By Mike Lyons, Web Devloper and Bruz Marzlof, Lead Web Developer
Being a part of the cloud means you’re constantly adapting to new technological developments. Just like clouds in the sky shift and change shapes, we’re constantly shifting and changing our model to make our product the most beneficial for our users in this constantly growing and changing modern cloud hosting market.
That’s why we use Ruby on Rails, a programming language that enables development at CX to keep pace with the rapidly evolving cloud space, since it’s designed with programmers in mind. Ruby was created around 1995 in Japan by a really smart guy who wanted to combine all the things he liked about the programming languages he knew (more info here.) Rails is a “framework” written in Ruby — sort of like a tool kit of code that helps to prevent programmers from duplicating efforts when building applications and helps keep the applications structure manageable.
Most basic problems, such as how to sort a list, reverse that sort, pick out the first item or the last item, etc., have already been solved countless times by other programmers, so writing a new code to do this is a duplication of effort. Rails abstracts away a ton of issues that are commonly referred to as “solved problems” by developers. For example, if we want to know how many days ago a comment was posted on one of our files, Rails has a module that will take a non-human, readable time-stamp (say, the number of seconds since Thursday, January 1, 1970) and return that number as a phrase, such as, “Forty-two years, three months, and eight days ago.” Instead of worrying about calculating out how many years and months and printing the month as a word according to the calendar and many other menial operations, we can just run the “time_ago_in_words” method, and Rails will generate the phrase corresponding to the date.
How does Ruby on Rails improve CX?
Rails was a natural fit for the CX web application because of its emphasis on being able to build things quickly while still keeping the code clean and well-tested. At CX, scalability is a core concern, so we have built our Rails application in a slightly non-traditional way to allow it to scale up with our rapidly expanding user base while using very few resources. In order to make this happen, we’ve built the majority of the application so that it runs in the user’s browser and communicates directly with our high-performance back-end servers. Building a web application like this requires thinking about it in a way that’s sometimes more like a desktop application than a traditional web site, but there is a growing community of developers building applications this way and developing best practices around it.
Tools like Rails have been growing, evolving and aiding the development of web-based applications for years, and Rails isn’t the only technology CX is using to reshape the way people collaborate online. Other technologies such as backbone.js, CoffeeScript, jQuery and RSpec are also in play here, just to name a few.
CX is creating a platform to free us from our hardware, to enable us to have our digital lives available to us and under control, without tying us to a phone, a laptop, an office or a library time slot. This means we’ve created a secure channel that any tool you like can connect to and tailor itself to the data you already own. Imagine if you had a brand new blank computer, but instead of a massive configuration and backup restore period in the first weeks of ownership, it just already works with all of your accumulated documents and data, simply by logging into CX. The flexibility that rapid development tools enable at CX allows us to quickly adapt to new hardware, web-based tools, device types and work-flows.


## BRIEF
Give the number of lines in the data below where the string "Volume" occurs, and nothing else.

## GIVEN RECORDS
= = =

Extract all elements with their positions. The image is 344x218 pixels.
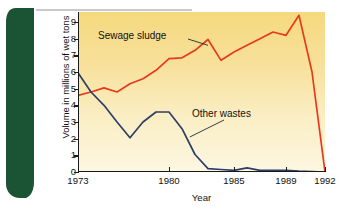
figure-tab-shape bbox=[6, 8, 34, 198]
leader-other-wastes bbox=[190, 120, 224, 137]
x-tick-label: 1980 bbox=[158, 175, 179, 186]
x-axis-line bbox=[78, 171, 325, 172]
series-line-other-wastes bbox=[78, 73, 325, 172]
y-tick-mark bbox=[74, 22, 79, 23]
y-tick-mark bbox=[74, 139, 79, 140]
x-tick-label: 1973 bbox=[67, 175, 88, 186]
x-tick-mark bbox=[325, 167, 326, 172]
y-tick-mark bbox=[74, 89, 79, 90]
x-tick-mark bbox=[234, 167, 235, 172]
y-axis-tick-labels: 0123456789 bbox=[54, 12, 76, 172]
series-label-sewage-sludge: Sewage sludge bbox=[98, 30, 166, 41]
line-chart: Volume in millions of wet tons 012345678… bbox=[44, 12, 340, 212]
x-tick-label: 1992 bbox=[314, 175, 335, 186]
y-tick-mark bbox=[74, 55, 79, 56]
y-tick-mark bbox=[74, 39, 79, 40]
x-tick-mark bbox=[78, 167, 79, 172]
series-label-other-wastes: Other wastes bbox=[192, 108, 251, 119]
x-tick-label: 1985 bbox=[223, 175, 244, 186]
x-tick-label: 1989 bbox=[275, 175, 296, 186]
figure-number-tab: figure 24-13 bbox=[6, 8, 34, 198]
x-axis-title: Year bbox=[78, 192, 325, 203]
figure-container: figure 24-13 Volume in millions of wet t… bbox=[0, 0, 344, 218]
y-tick-mark bbox=[74, 122, 79, 123]
x-tick-mark bbox=[286, 167, 287, 172]
y-tick-mark bbox=[74, 105, 79, 106]
y-tick-mark bbox=[74, 155, 79, 156]
y-tick-mark bbox=[74, 172, 79, 173]
y-axis-line bbox=[78, 12, 79, 172]
x-tick-mark bbox=[169, 167, 170, 172]
y-tick-mark bbox=[74, 72, 79, 73]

= = =

## REPLY
2